A Nourishing Legacy
the story of hollywood food coalition
Greater West Hollywood Food Coalition
In October 1987, homelessness in Los Angeles was growing. Encampments were appearing across the city, and more and more people were going without food. The crisis could no longer be ignored.
In response, the City of West Hollywood put out a call to the community, asking for ideas and action. A group of concerned citizens came together, determined to find a way to help. They asked themselves a simple but important question: What is the most direct way to serve people experiencing homelessness?
The answer: Food.
Our founders understood that sharing a meal was not only a way to provide nourishment but also an opportunity to build trust, listen, and understand the challenges people were facing. So they made a commitment: to serve a meal every single night, without fail. This is how the Greater West Hollywood Food Coalition was born.
A Meal, A Community, A Commitment
The first meals were simple: a sandwich and a drink, prepared and served at Bethel Lutheran Church on Olympic Blvd. It wasn’t much, but it was something.
And as word spread, more people showed up, not just for food, but for the connection it provided. Within a few months, the City of West Hollywood stepped in with a small grant, helping to cover the cost of supplies, kitchen space, and transportation.
Soon, the need outgrew the church, and we moved to Plummer Park, where the number of people coming for dinner quickly multiplied. At the same time, we learned that food was being wasted all over the city, thrown out by grocery stores, restaurants, and bakeries, even as people were going hungry.
So, our volunteers started rescuing food.
We reached out to local businesses, asking for surplus food that would otherwise go to waste. Slowly but surely, these rescued ingredients transformed our nightly meals - evolving from sandwiches to hot, cooked, nutritious dinners. Our organization’s identity began to take shape: both a meal service and a model for using recovered food to serve the community.
FINDING A PLACE TO CALL HOME
After 18 months at Plummer Park, the number of guests had grown beyond what the park - and the city - could accommodate.
We found a quiet industrial street corner on the border of West Hollywood, providing space to serve people with dignity. For the next 28 years, this corner was our home.
Night after night, rain or shine, dinner guests and volunteers showed up. Our meal service became a constant in an unpredictable world - a place where people knew they could always find warm food and a welcoming community.
As the years passed, the street corner we called home changed, and we knew it was time to take the next step. We needed an indoor space, somewhere sustainable, where we could continue to grow. In 2017, an opportunity arose for us to serve our nightly meals at The Salvation Army Hollywood campus: by sharing a kitchen and dining room on their campus, we began providing nightly meals to our community while also supporting The Salvation Army’s youth programs. On weekdays, we served indoors, and on weekends, we still served on that street corner we called home for so long, ensuring that no one was left behind.
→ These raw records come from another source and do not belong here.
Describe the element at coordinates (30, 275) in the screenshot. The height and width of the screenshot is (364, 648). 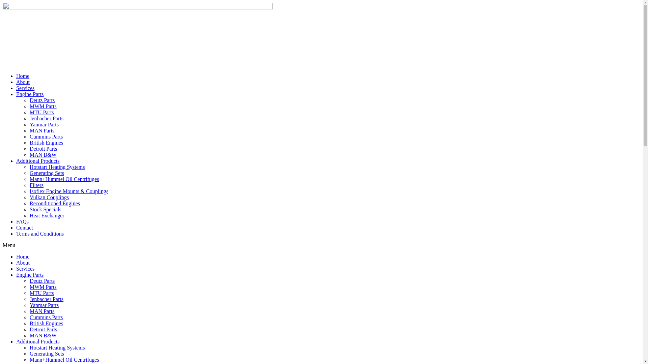
I see `Engine Parts` at that location. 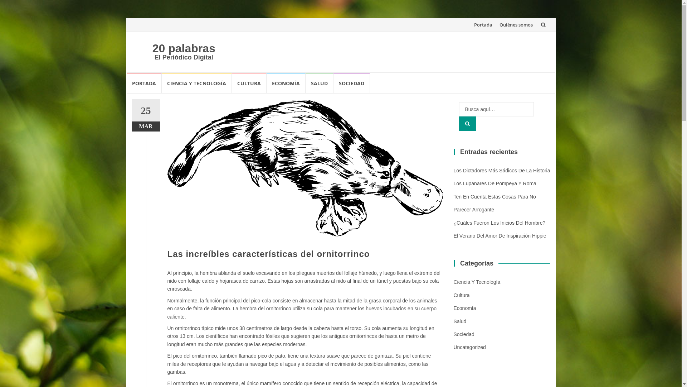 I want to click on PORTADA, so click(x=144, y=83).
As our mission broadened, Greater West Hollywood Food Coalition became Hollywood Food Coalition.
Growth and the Birth of the Community Exchange
Over the years, Hollywood Food Coalition continued to evolve, but nothing tested our resilience like the COVID-19 pandemic.
While other organizations shut down, we stayed open - because hunger doesn’t pause in a crisis. As food insecurity surged, we quickly expanded our efforts, launching the Community Exchange, a program designed to rescue food and distribute it to other organizations in need. What started as a meal program had now added a food recovery and distribution hub, providing resources to shelters, churches, and grassroots groups serving their own communities.
At the same time, we deepened our social services, building on a partnership with UCLA’s Mobile Clinic, which had been offering medical care to our guests since 2000. They understood that food was just the beginning - true community support meant connecting people to healthcare, housing, and resources. As one of the few programs open every night, including weekends and holidays, we became a lifeline when most other services were closed, offering care, connection, and a sense of stability when people needed it most.
A Vision for the Future
For almost 40 years, Hollywood Food Coalition has stayed true to its core belief: everyone deserves a good meal, and high-quality food should not go to waste when people are hungry.
The organization has been a leader in rescuing food to nourish communities, ensuring that every ingredient is put to good use.
When the pandemic hit and organizations struggled to find food, we were ready. We knew how to rescue, sort, and distribute food efficiently, making sure it went exactly where it was needed. But we didn’t stop there. We focused on maximizing the impact of rescued food - not just handing it out, but teaching people how to use it in healthy, sustainable ways.
Our mission has always been about more than just feeding people. It’s about building a system and a community where no food is wasted, and no one goes hungry.
Today, we continue to expand our work, knowing that food waste and climate change are deeply connected. We are committed to building better infrastructure and advocating for smarter food systems, ensuring that rescued food isn’t just saved, but used in ways that truly benefits the community.
And through it all, we remain exactly what we were in 1987: a group of people who believe that sharing a meal is the first step toward building a stronger, more connected world. Because real lasting change starts at the table.